What the Heck Is a 'Financial Instrument': Annuity Model Commenter

Birny Birnbaum says a proposed notice update would make indexed annuities a wrapper for... anything.

Birny Birnbaum (Photo: Center for Economic Justice)

Teams of state insurance regulators will be working on annuity sales standards and annuity disclosure projects in New York this weekend, at the National Association of Insurance Commissioners’ summer meeting.

(Related: Annuity Index War May Reveal a Data Gap)

The Center for Economic Justice — an Austin, Texas-based organization that seeks to speak up for consumers’ interests in NAIC proceedings — says it continues to have concerns about both projects.

The NAIC is a group for state insurance regulators. The NAIC does not have the direct authority to change state insurance laws or regulations, but states often start with NAIC models, or examples, when drafting their own laws, regulations or procedural rules.

Compensation Disclosures v. Compensation Limits

The Annuity Suitability Working Group will be talking about proposed revisions to the NAIC’s Suitability in Annuity Transactions Model Regulation (Model Number 275), which could serve as a complement to, or as an alternative to, a federal financial services product fiduciary rule, or best interest standard.

Birny Birnbaum, the executive director of the Center for Economic justice, and other center members say the fundamental problem is that the proposed revision would simply require disclosures of sales commissions, not require the elimination of commissions.

“Disclosure is not an appropriate blanket solution for certain categories of compensation-based conflicts of interest,” the center says in a copy of a public comment that the center sent to ThinkAdvisor.

“While disclosure is the default regulatory response to a market failure, it is very unlikely — actually, impossible  —  that additional disclosures beyond the lengthy and complex disclosures already associated with annuities will empower a consumer sufficiently to discipline the insurer’s compensation practices,” the center says.

If insurers are going to use commissions in connection with annuities at all, they should reward agents and brokers for sales of annuity contracts that stay in force over a long period of time, consistent with the role of annuities as long-term investments, rather than focusing mainly or solely on rewarding producers for the initial contract sales, the center says.

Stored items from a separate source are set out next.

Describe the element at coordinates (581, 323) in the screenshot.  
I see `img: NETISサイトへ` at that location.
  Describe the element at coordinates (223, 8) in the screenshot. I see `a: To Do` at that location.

The ‘Financial Instrument’ Issue

In another public comment, the center says efforts by the NAIC’s Annuity Disclosure Working Group to update the Annuity Disclosure Model Regulation (Model Number 245) have gone wrong, and could make annuity disclosures worse.

“These revisions not only fail to address the current problem of unrealistic, misleading and deceptive annuity illustrations, but codify the very practice that results in the problematic illustrations,” the center says.

The center is continuing a long-running battle over the time periods used in illustrations of how any investment index included in an indexed annuity has performed in the past. The center says weak illustration rules could help an issuer hide how an index performed around the time of the 2007-2009 Great Recession.

(Related: Index Proposal Could Make Some Annuities Look Too Good: Consumer Group)

In the new comment letter, the center cites another concern: a reference in a draft disclosure update that refers to the illustration rules that would apply if a young index is “a combination of indices or other financial instruments, each of which has been in existence for at least 15 years.”

The center says the use of the term “financial instrument” in that context is “profoundly anti-consumer.”

The model revision itself does not define the term “financial instrument,” but Investopedia says the term could refer to almost any kind of legal agreement involving any kind of monetary value, according to the center.

“In other words, anything goes,” the center says. “Insurance producers will be selling products based on indexes of financial instruments the producer does not understand and is not qualified to sell.”

The center questions the logic of letting producers sell annuities tied to the performance of financial arrangements the producers aren’t able to sell.

“In what parallel universe is that an actual consumer protection?” the center asks.

Resources

Links to information about the Annuity Suitability Working Group’s activities are available here.

Links to information about the activities of the Annuity Disclosure Working Group are available here.

— Read NAIC Acts On Annuity Suitability, Contract Resales, on ThinkAdvisor.